Lucas laughed. “Everything that’s broken on the case was broken by us. We’re rolling.”
“Hang around Tony’s. I’ll see you there myself in a half hour,” Bender said.
JILL BENDER WAS a thin redhead with a big nose and wide smile. She found them two-thirds of the way back in Tony’s, huddled over cups of coffee. She slid in beside Andreno and asked, “Where’ve you been keeping yourself?”
“Playing golf,” Andreno said. He introduced Lucas and then asked her, “How’s your mom?”
“She still hurts. They say they replace both knees at the same time, because if you only do one, you’ll never do the other, because of the pain.”
“Better than being crippled,” Andreno said. To Lucas: “Arthritis.”
“I heard that about the knee thing,” Lucas said. “My fiancée’s a surgeon.”
Bender was digging in her purse, and came up with a plain white business envelope. “You never heard of me,” she said.
“If they really busted their asses, could they figure out how it got to us?” Lucas asked.
She shook her head. “I don’t see how. Nobody knows about me and Dave, and even if they did, it’d be a long train. And dad sounded excited about the whole thing . . . so take it.”
Lucas took the envelope and put it in his pocket. “I’d like to buy you something: a cup of coffee or a diamond necklace or something—but it’d probably be better if you got out of here.”
She bobbed her head. “Yup. You guys be careful. Make Dad be careful.”
They said they would, and she patted Andreno on the thigh in a niece-like way and left. Lucas took the envelope out of his pocket and spread the four sheets of paper on the table. On the left side of the paper was a list of names and addresses, and on the right, a bank balance and account number. He scanned them, but nothing in particular caught his eye. As he finished each page, he pushed it across the table to Andreno. When Andreno had read the last page, Lucas asked, “See anything?”
“I know a couple of the companies, the names,” Andreno said. “Nothing out of line. But did you see the balances? Nothing under four mil. Bronze Industries at thirty-two million? What the hell is Bronze Industries?”
“I don’t know. Some kind of metal deal? I never heard of it.”
“Only four individuals, ne
ver heard of any of them. I don’t know what to tell you.”
“I gotta get this back to the feds,” Lucas said. “This is what they’re good at.”
“There’s a copy place down the street—they probably got a fax.”

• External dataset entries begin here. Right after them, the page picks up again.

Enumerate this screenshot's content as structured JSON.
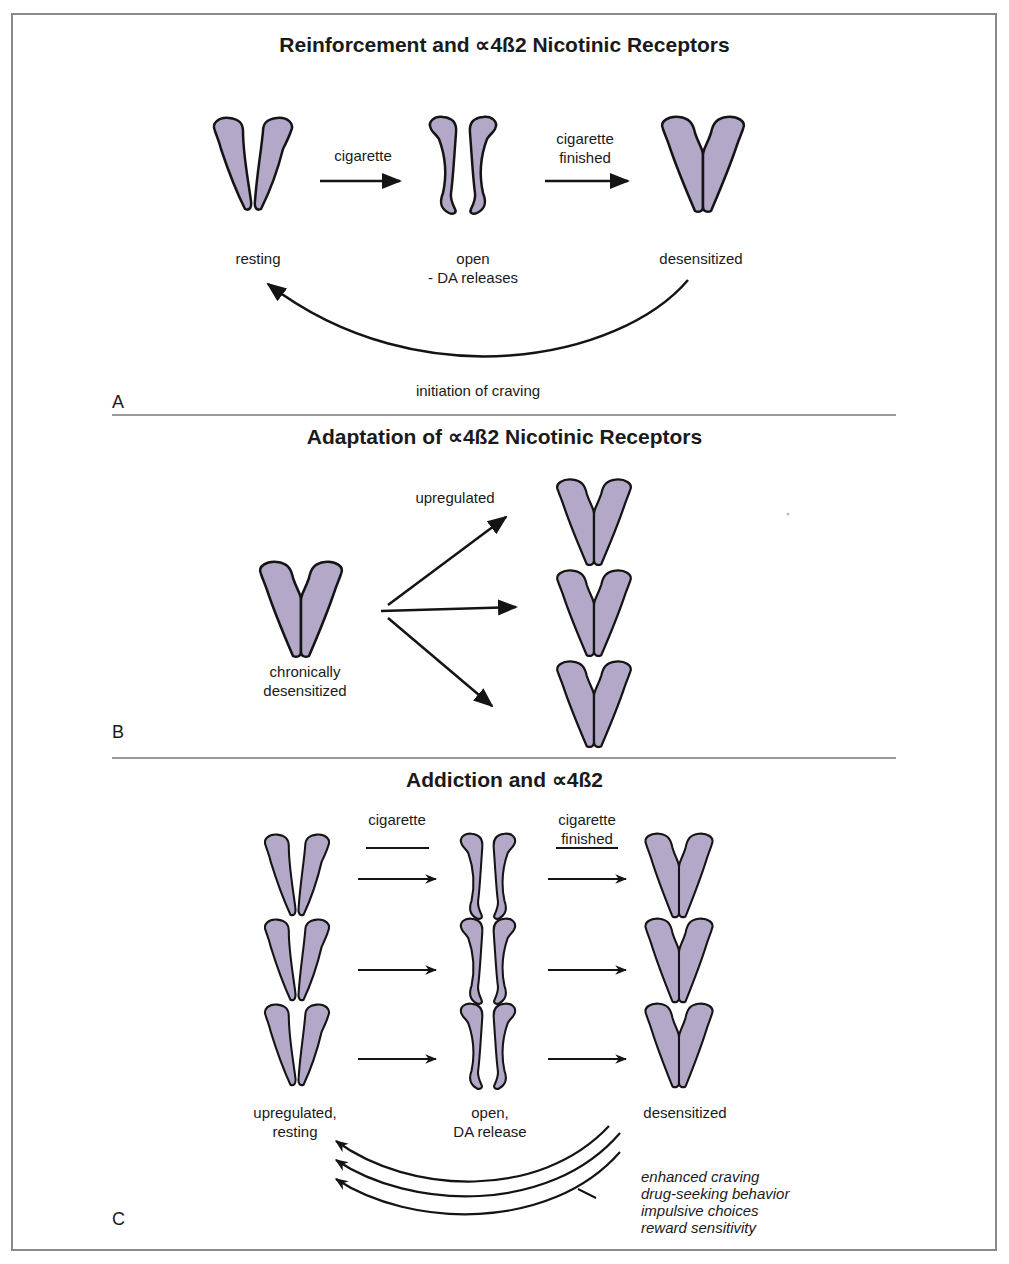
{
  "colors": {
    "receptor_fill": "#b3a8c8",
    "receptor_stroke": "#141414",
    "frame": "#8a8a8a",
    "divider": "#9a9a9a",
    "text": "#1a1a1a"
  },
  "panel_a": {
    "title": "Reinforcement and ∝4ß2 Nicotinic Receptors",
    "letter": "A",
    "states": [
      {
        "label": "resting",
        "sublabel": ""
      },
      {
        "label": "open",
        "sublabel": "- DA releases"
      },
      {
        "label": "desensitized",
        "sublabel": ""
      }
    ],
    "arrow_1_label": "cigarette",
    "arrow_2_label_line1": "cigarette",
    "arrow_2_label_line2": "finished",
    "return_arrow_label": "initiation of craving"
  },
  "panel_b": {
    "title": "Adaptation of ∝4ß2 Nicotinic Receptors",
    "letter": "B",
    "source_label_line1": "chronically",
    "source_label_line2": "desensitized",
    "arrows_label": "upregulated",
    "upregulated_receptor_count": 3
  },
  "panel_c": {
    "title": "Addiction and ∝4ß2",
    "letter": "C",
    "arrow_1_label": "cigarette",
    "arrow_2_label_line1": "cigarette",
    "arrow_2_label_line2": "finished",
    "states": [
      {
        "label_line1": "upregulated,",
        "label_line2": "resting"
      },
      {
        "label_line1": "open,",
        "label_line2": "DA release"
      },
      {
        "label_line1": "desensitized",
        "label_line2": ""
      }
    ],
    "rows": 3,
    "effects": [
      "enhanced craving",
      "drug-seeking behavior",
      "impulsive choices",
      "reward sensitivity"
    ]
  }
}
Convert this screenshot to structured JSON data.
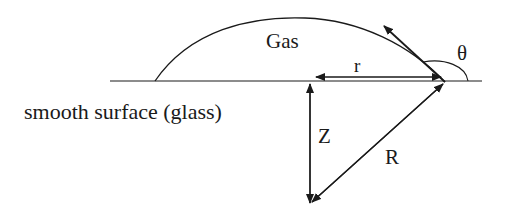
{
  "diagram": {
    "labels": {
      "gas": "Gas",
      "theta": "θ",
      "r": "r",
      "z": "Z",
      "R": "R",
      "surface": "smooth surface (glass)"
    },
    "colors": {
      "stroke": "#1a1a1a",
      "background": "#ffffff"
    }
  }
}
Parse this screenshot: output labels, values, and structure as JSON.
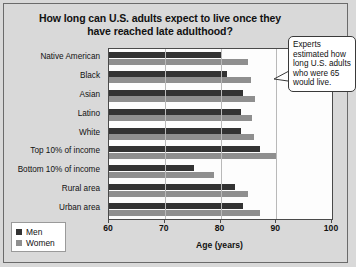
{
  "title": "How long can U.S. adults expect to live once they have reached late adulthood?",
  "callout": "Experts estimated how long U.S. adults who were 65 would live.",
  "legend": {
    "men": "Men",
    "women": "Women"
  },
  "axis": {
    "xlabel": "Age (years)",
    "ticks": [
      "60",
      "70",
      "80",
      "90",
      "100"
    ]
  },
  "colors": {
    "men": "#333333",
    "women": "#8f8f8f",
    "background": "#d9d9d9",
    "plot": "#fdfdfd"
  },
  "chart_data": {
    "type": "bar",
    "orientation": "horizontal",
    "title": "How long can U.S. adults expect to live once they have reached late adulthood?",
    "xlabel": "Age (years)",
    "ylabel": "",
    "xlim": [
      60,
      100
    ],
    "xticks": [
      60,
      70,
      80,
      90,
      100
    ],
    "grid": true,
    "legend_position": "bottom-left",
    "categories": [
      "Native American",
      "Black",
      "Asian",
      "Latino",
      "White",
      "Top 10% of income",
      "Bottom 10% of income",
      "Rural area",
      "Urban area"
    ],
    "series": [
      {
        "name": "Men",
        "values": [
          80.1,
          81.2,
          84.1,
          83.7,
          83.7,
          87.1,
          75.3,
          82.6,
          84.1
        ]
      },
      {
        "name": "Women",
        "values": [
          85.0,
          85.5,
          86.2,
          85.7,
          86.0,
          90.2,
          78.8,
          85.0,
          87.1
        ]
      }
    ],
    "annotations": [
      "Experts estimated how long U.S. adults who were 65 would live."
    ]
  }
}
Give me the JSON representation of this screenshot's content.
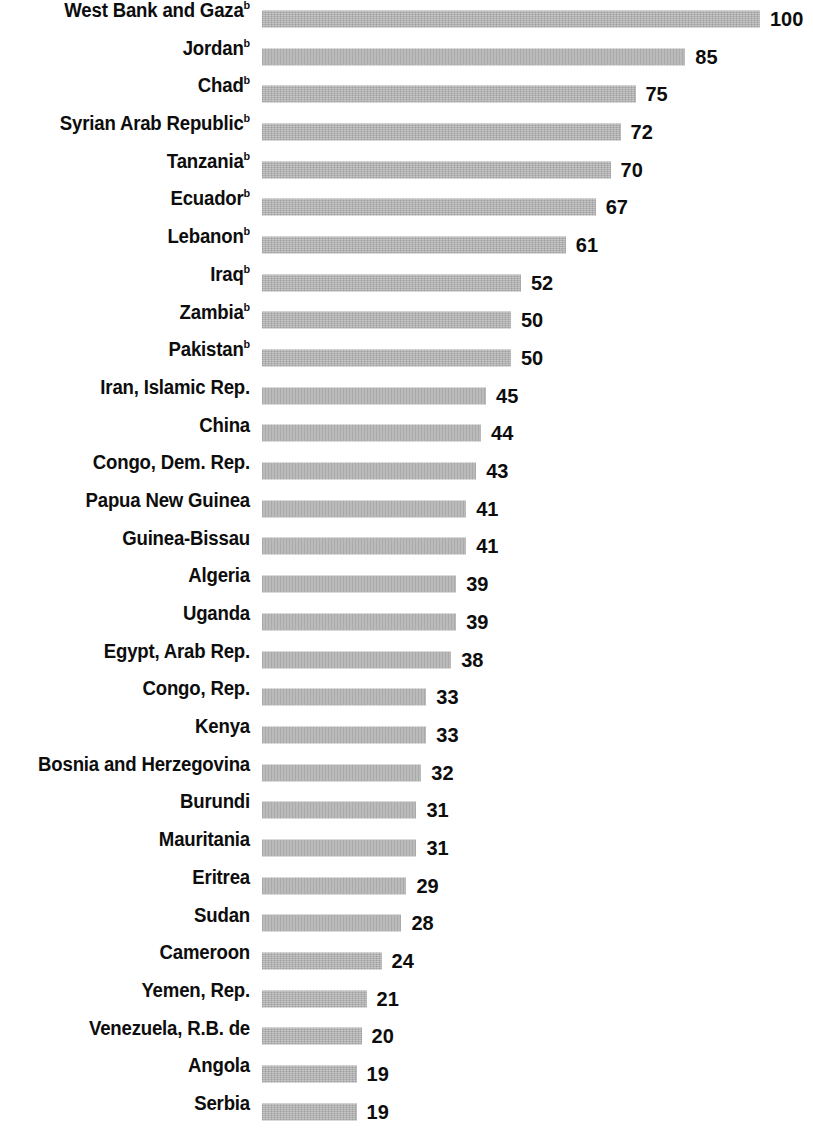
{
  "chart": {
    "type": "bar",
    "orientation": "horizontal",
    "bar_color": "#b0b0b0",
    "text_color": "#0d0d0d",
    "background": "#ffffff",
    "footnote_marker": "b"
  },
  "chart_data": {
    "type": "bar",
    "title": "",
    "subtitle": "",
    "xlabel": "",
    "ylabel": "",
    "xlim": [
      0,
      100
    ],
    "grid": false,
    "legend": null,
    "orientation": "horizontal",
    "axis_visible": false,
    "value_labels": true,
    "categories": [
      "West Bank and Gaza",
      "Jordan",
      "Chad",
      "Syrian Arab Republic",
      "Tanzania",
      "Ecuador",
      "Lebanon",
      "Iraq",
      "Zambia",
      "Pakistan",
      "Iran, Islamic Rep.",
      "China",
      "Congo, Dem. Rep.",
      "Papua New Guinea",
      "Guinea-Bissau",
      "Algeria",
      "Uganda",
      "Egypt, Arab Rep.",
      "Congo, Rep.",
      "Kenya",
      "Bosnia and Herzegovina",
      "Burundi",
      "Mauritania",
      "Eritrea",
      "Sudan",
      "Cameroon",
      "Yemen, Rep.",
      "Venezuela, R.B. de",
      "Angola",
      "Serbia"
    ],
    "values": [
      100,
      85,
      75,
      72,
      70,
      67,
      61,
      52,
      50,
      50,
      45,
      44,
      43,
      41,
      41,
      39,
      39,
      38,
      33,
      33,
      32,
      31,
      31,
      29,
      28,
      24,
      21,
      20,
      19,
      19
    ]
  },
  "rows": [
    {
      "label": "West Bank and Gaza",
      "marker": "b",
      "value": "100",
      "amount": 100
    },
    {
      "label": "Jordan",
      "marker": "b",
      "value": "85",
      "amount": 85
    },
    {
      "label": "Chad",
      "marker": "b",
      "value": "75",
      "amount": 75
    },
    {
      "label": "Syrian Arab Republic",
      "marker": "b",
      "value": "72",
      "amount": 72
    },
    {
      "label": "Tanzania",
      "marker": "b",
      "value": "70",
      "amount": 70
    },
    {
      "label": "Ecuador",
      "marker": "b",
      "value": "67",
      "amount": 67
    },
    {
      "label": "Lebanon",
      "marker": "b",
      "value": "61",
      "amount": 61
    },
    {
      "label": "Iraq",
      "marker": "b",
      "value": "52",
      "amount": 52
    },
    {
      "label": "Zambia",
      "marker": "b",
      "value": "50",
      "amount": 50
    },
    {
      "label": "Pakistan",
      "marker": "b",
      "value": "50",
      "amount": 50
    },
    {
      "label": "Iran, Islamic Rep.",
      "marker": "",
      "value": "45",
      "amount": 45
    },
    {
      "label": "China",
      "marker": "",
      "value": "44",
      "amount": 44
    },
    {
      "label": "Congo, Dem. Rep.",
      "marker": "",
      "value": "43",
      "amount": 43
    },
    {
      "label": "Papua New Guinea",
      "marker": "",
      "value": "41",
      "amount": 41
    },
    {
      "label": "Guinea-Bissau",
      "marker": "",
      "value": "41",
      "amount": 41
    },
    {
      "label": "Algeria",
      "marker": "",
      "value": "39",
      "amount": 39
    },
    {
      "label": "Uganda",
      "marker": "",
      "value": "39",
      "amount": 39
    },
    {
      "label": "Egypt, Arab Rep.",
      "marker": "",
      "value": "38",
      "amount": 38
    },
    {
      "label": "Congo, Rep.",
      "marker": "",
      "value": "33",
      "amount": 33
    },
    {
      "label": "Kenya",
      "marker": "",
      "value": "33",
      "amount": 33
    },
    {
      "label": "Bosnia and Herzegovina",
      "marker": "",
      "value": "32",
      "amount": 32
    },
    {
      "label": "Burundi",
      "marker": "",
      "value": "31",
      "amount": 31
    },
    {
      "label": "Mauritania",
      "marker": "",
      "value": "31",
      "amount": 31
    },
    {
      "label": "Eritrea",
      "marker": "",
      "value": "29",
      "amount": 29
    },
    {
      "label": "Sudan",
      "marker": "",
      "value": "28",
      "amount": 28
    },
    {
      "label": "Cameroon",
      "marker": "",
      "value": "24",
      "amount": 24
    },
    {
      "label": "Yemen, Rep.",
      "marker": "",
      "value": "21",
      "amount": 21
    },
    {
      "label": "Venezuela, R.B. de",
      "marker": "",
      "value": "20",
      "amount": 20
    },
    {
      "label": "Angola",
      "marker": "",
      "value": "19",
      "amount": 19
    },
    {
      "label": "Serbia",
      "marker": "",
      "value": "19",
      "amount": 19
    }
  ]
}
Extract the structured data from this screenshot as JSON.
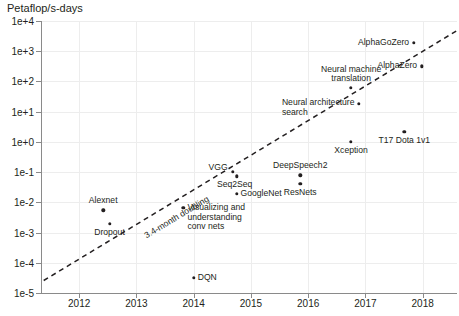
{
  "chart_data": {
    "type": "scatter",
    "title": "",
    "ylabel": "Petaflop/s-days",
    "xlabel": "",
    "xlim": [
      2011.35,
      2018.6
    ],
    "ylim": [
      1e-05,
      10000.0
    ],
    "yscale": "log",
    "grid": true,
    "legend": "none",
    "ytick_labels": [
      "1e+4",
      "1e+3",
      "1e+2",
      "1e+1",
      "1e+0",
      "1e-1",
      "1e-2",
      "1e-3",
      "1e-4",
      "1e-5"
    ],
    "ytick_values": [
      10000,
      1000,
      100,
      10,
      1,
      0.1,
      0.01,
      0.001,
      0.0001,
      1e-05
    ],
    "xtick_labels": [
      "2012",
      "2013",
      "2014",
      "2015",
      "2016",
      "2017",
      "2018"
    ],
    "xtick_values": [
      2012,
      2013,
      2014,
      2015,
      2016,
      2017,
      2018
    ],
    "points": [
      {
        "label": "AlphaGoZero",
        "x": 2017.85,
        "y": 1900,
        "anchor": "r",
        "dx": -5,
        "dy": 0
      },
      {
        "label": "AlphaZero",
        "x": 2017.99,
        "y": 320,
        "anchor": "r",
        "dx": -5,
        "dy": 0
      },
      {
        "label": "Neural machine\ntranslation",
        "x": 2016.75,
        "y": 62,
        "anchor": "cb",
        "dx": 0,
        "dy": -4
      },
      {
        "label": "Neural architecture\nsearch",
        "x": 2016.88,
        "y": 18,
        "anchor": "r",
        "dx": -4,
        "dy": 4
      },
      {
        "label": "Xception",
        "x": 2016.75,
        "y": 1.0,
        "anchor": "ct",
        "dx": 0,
        "dy": 4
      },
      {
        "label": "T17 Dota 1v1",
        "x": 2017.68,
        "y": 2.2,
        "anchor": "ct",
        "dx": 0,
        "dy": 4
      },
      {
        "label": "DeepSpeech2",
        "x": 2015.86,
        "y": 0.078,
        "anchor": "cb",
        "dx": 0,
        "dy": -4
      },
      {
        "label": "ResNets",
        "x": 2015.86,
        "y": 0.04,
        "anchor": "ct",
        "dx": 0,
        "dy": 4
      },
      {
        "label": "VGG",
        "x": 2014.68,
        "y": 0.1,
        "anchor": "r",
        "dx": -5,
        "dy": -4
      },
      {
        "label": "Seq2Seq",
        "x": 2014.75,
        "y": 0.072,
        "anchor": "ct",
        "dx": -2,
        "dy": 4
      },
      {
        "label": "GoogleNet",
        "x": 2014.75,
        "y": 0.019,
        "anchor": "l",
        "dx": 4,
        "dy": 0
      },
      {
        "label": "Visualizing and\nunderstanding\nconv nets",
        "x": 2013.82,
        "y": 0.0065,
        "anchor": "l",
        "dx": 4,
        "dy": 9
      },
      {
        "label": "Alexnet",
        "x": 2012.42,
        "y": 0.0055,
        "anchor": "cb",
        "dx": 0,
        "dy": -4
      },
      {
        "label": "Dropout",
        "x": 2012.53,
        "y": 0.002,
        "anchor": "ct",
        "dx": 0,
        "dy": 4
      },
      {
        "label": "DQN",
        "x": 2014.0,
        "y": 3.2e-05,
        "anchor": "l",
        "dx": 4,
        "dy": 0
      }
    ],
    "trendline": {
      "label": "3.4-month doubling",
      "x_start": 2011.38,
      "y_start": 2.6e-05,
      "x_end": 2018.6,
      "y_end": 4800
    }
  }
}
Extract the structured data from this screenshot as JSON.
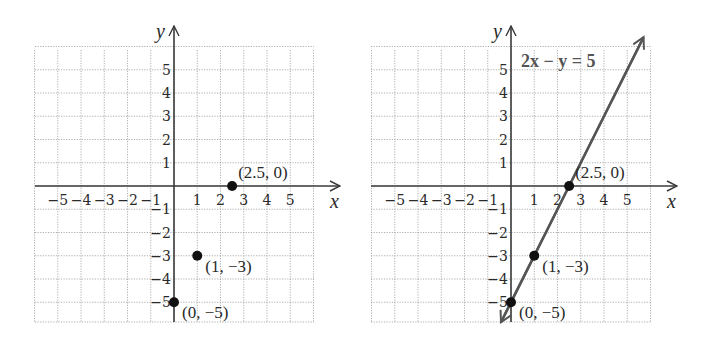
{
  "chart_data": [
    {
      "type": "scatter",
      "title": "",
      "xlabel": "x",
      "ylabel": "y",
      "xlim": [
        -6,
        6
      ],
      "ylim": [
        -5.85,
        6
      ],
      "grid": true,
      "x_ticks": [
        -5,
        -4,
        -3,
        -2,
        -1,
        1,
        2,
        3,
        4,
        5
      ],
      "y_ticks": [
        5,
        4,
        3,
        2,
        1,
        -1,
        -2,
        -3,
        -4,
        -5
      ],
      "points": [
        {
          "x": 2.5,
          "y": 0,
          "label": "(2.5, 0)"
        },
        {
          "x": 1,
          "y": -3,
          "label": "(1, −3)"
        },
        {
          "x": 0,
          "y": -5,
          "label": "(0, −5)"
        }
      ],
      "line": null
    },
    {
      "type": "line",
      "title": "",
      "xlabel": "x",
      "ylabel": "y",
      "xlim": [
        -6,
        6
      ],
      "ylim": [
        -5.85,
        6
      ],
      "grid": true,
      "x_ticks": [
        -5,
        -4,
        -3,
        -2,
        -1,
        1,
        2,
        3,
        4,
        5
      ],
      "y_ticks": [
        5,
        4,
        3,
        2,
        1,
        -1,
        -2,
        -3,
        -4,
        -5
      ],
      "points": [
        {
          "x": 2.5,
          "y": 0,
          "label": "(2.5, 0)"
        },
        {
          "x": 1,
          "y": -3,
          "label": "(1, −3)"
        },
        {
          "x": 0,
          "y": -5,
          "label": "(0, −5)"
        }
      ],
      "line": {
        "equation": "2x − y = 5",
        "slope": 2,
        "intercept": -5,
        "x_range": [
          -0.43,
          5.7
        ],
        "color": "#555555"
      }
    }
  ],
  "layout": {
    "plots": [
      {
        "origin_x": 174,
        "origin_y": 186,
        "unit": 23.25,
        "grid_left": 35,
        "grid_right": 314,
        "grid_top": 50,
        "grid_bottom": 322
      },
      {
        "origin_x": 511,
        "origin_y": 186,
        "unit": 23.25,
        "grid_left": 371,
        "grid_right": 651,
        "grid_top": 50,
        "grid_bottom": 322
      }
    ]
  }
}
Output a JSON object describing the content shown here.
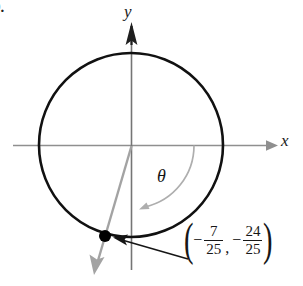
{
  "figure": {
    "problem_number": "9.",
    "type": "unit-circle-diagram",
    "axes": {
      "x_label": "x",
      "y_label": "y",
      "x_axis_color": "#8f8f8f",
      "y_axis_color": "#6d6d6d"
    },
    "circle": {
      "color": "#111111",
      "center_px": [
        131,
        145
      ],
      "radius_px": 92
    },
    "angle": {
      "symbol": "θ",
      "arc_color": "#a8a8a8",
      "ray_color": "#a0a0a0"
    },
    "point": {
      "color": "#000000",
      "position_px": [
        105,
        236
      ],
      "label": {
        "open_paren": "(",
        "close_paren": ")",
        "x": {
          "sign": "−",
          "numerator": "7",
          "denominator": "25"
        },
        "separator": ",",
        "y": {
          "sign": "−",
          "numerator": "24",
          "denominator": "25"
        }
      },
      "pointer_color": "#151515"
    }
  }
}
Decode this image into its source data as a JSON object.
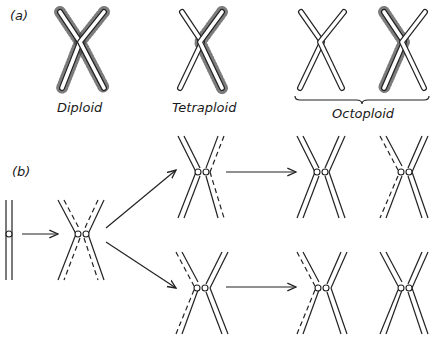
{
  "panel_a": {
    "label": "(a)",
    "groups": [
      {
        "name": "Diploid",
        "label": "Diploid",
        "chromosomes": 1,
        "dotted_arms": "both"
      },
      {
        "name": "Tetraploid",
        "label": "Tetraploid",
        "chromosomes": 1,
        "dotted_arms": "right"
      },
      {
        "name": "Octoploid",
        "label": "Octoploid",
        "chromosomes": 2,
        "dotted_arms": "one arm of second chromosome",
        "bracket": true
      }
    ]
  },
  "panel_b": {
    "label": "(b)",
    "stages": [
      "unreplicated chromosome",
      "replicated chromosome with labelled (dashed) strands",
      "two daughter chromosomes after second replication",
      "four granddaughter chromosomes after third replication"
    ]
  },
  "colors": {
    "line": "#222222",
    "background": "#ffffff",
    "stipple": "#333333"
  }
}
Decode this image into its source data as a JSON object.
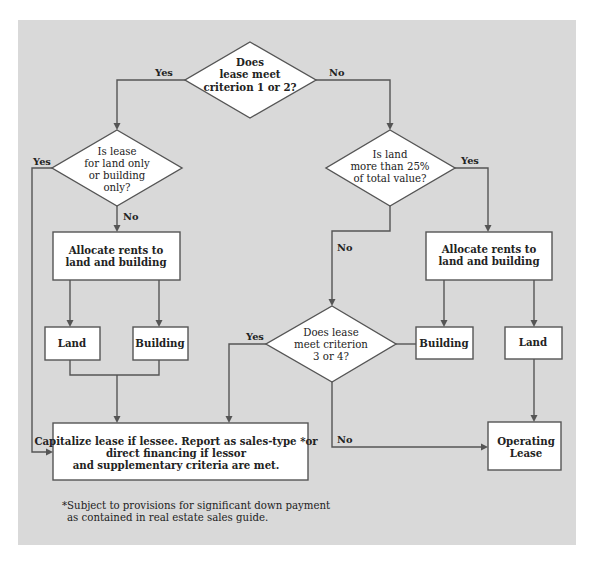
{
  "diagram": {
    "type": "flowchart",
    "colors": {
      "background": "#d9d9d9",
      "node_fill": "#ffffff",
      "stroke": "#555555",
      "text": "#222222"
    },
    "nodes": {
      "d1": {
        "kind": "decision",
        "lines": [
          "Does",
          "lease meet",
          "criterion 1 or 2?"
        ]
      },
      "d2": {
        "kind": "decision",
        "lines": [
          "Is lease",
          "for land only",
          "or building",
          "only?"
        ]
      },
      "d3": {
        "kind": "decision",
        "lines": [
          "Is land",
          "more than 25%",
          "of total value?"
        ]
      },
      "d4": {
        "kind": "decision",
        "lines": [
          "Does lease",
          "meet criterion",
          "3 or 4?"
        ]
      },
      "alloc_left": {
        "kind": "process",
        "lines": [
          "Allocate rents to",
          "land and building"
        ]
      },
      "alloc_right": {
        "kind": "process",
        "lines": [
          "Allocate rents to",
          "land and building"
        ]
      },
      "land_left": {
        "kind": "process",
        "lines": [
          "Land"
        ]
      },
      "building_left": {
        "kind": "process",
        "lines": [
          "Building"
        ]
      },
      "building_right": {
        "kind": "process",
        "lines": [
          "Building"
        ]
      },
      "land_right": {
        "kind": "process",
        "lines": [
          "Land"
        ]
      },
      "capitalize": {
        "kind": "terminal",
        "lines": [
          "Capitalize lease if lessee. Report as sales-type *or",
          "direct financing if lessor",
          "and supplementary criteria are met."
        ]
      },
      "operating": {
        "kind": "terminal",
        "lines": [
          "Operating",
          "Lease"
        ]
      }
    },
    "edges": [
      {
        "from": "d1",
        "to": "d2",
        "label": "Yes"
      },
      {
        "from": "d1",
        "to": "d3",
        "label": "No"
      },
      {
        "from": "d2",
        "to": "capitalize",
        "label": "Yes"
      },
      {
        "from": "d2",
        "to": "alloc_left",
        "label": "No"
      },
      {
        "from": "d3",
        "to": "alloc_right",
        "label": "Yes"
      },
      {
        "from": "d3",
        "to": "d4",
        "label": "No"
      },
      {
        "from": "alloc_left",
        "to": "land_left",
        "label": ""
      },
      {
        "from": "alloc_left",
        "to": "building_left",
        "label": ""
      },
      {
        "from": "land_left",
        "to": "capitalize",
        "label": ""
      },
      {
        "from": "building_left",
        "to": "capitalize",
        "label": ""
      },
      {
        "from": "alloc_right",
        "to": "building_right",
        "label": ""
      },
      {
        "from": "alloc_right",
        "to": "land_right",
        "label": ""
      },
      {
        "from": "building_right",
        "to": "d4",
        "label": ""
      },
      {
        "from": "d4",
        "to": "capitalize",
        "label": "Yes"
      },
      {
        "from": "d4",
        "to": "operating",
        "label": "No"
      },
      {
        "from": "land_right",
        "to": "operating",
        "label": ""
      }
    ],
    "labels": {
      "yes": "Yes",
      "no": "No"
    },
    "footnote": [
      "*Subject to provisions for significant down payment",
      "as contained in real estate sales guide."
    ]
  }
}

ANDRENO WAITED AT Tony’s for Bender, while Lucas walked down the street. On the way, he punched Sally’s number into the cell phone, got her, and asked for a fax number. She came back with it, and he scribbled it on the palm of his hand.
“What is it?”
“Andy Levy’s private client list, with addresses, account numbers, and current balances. You need to look at them and see what they lead back to. Most of them are companies.”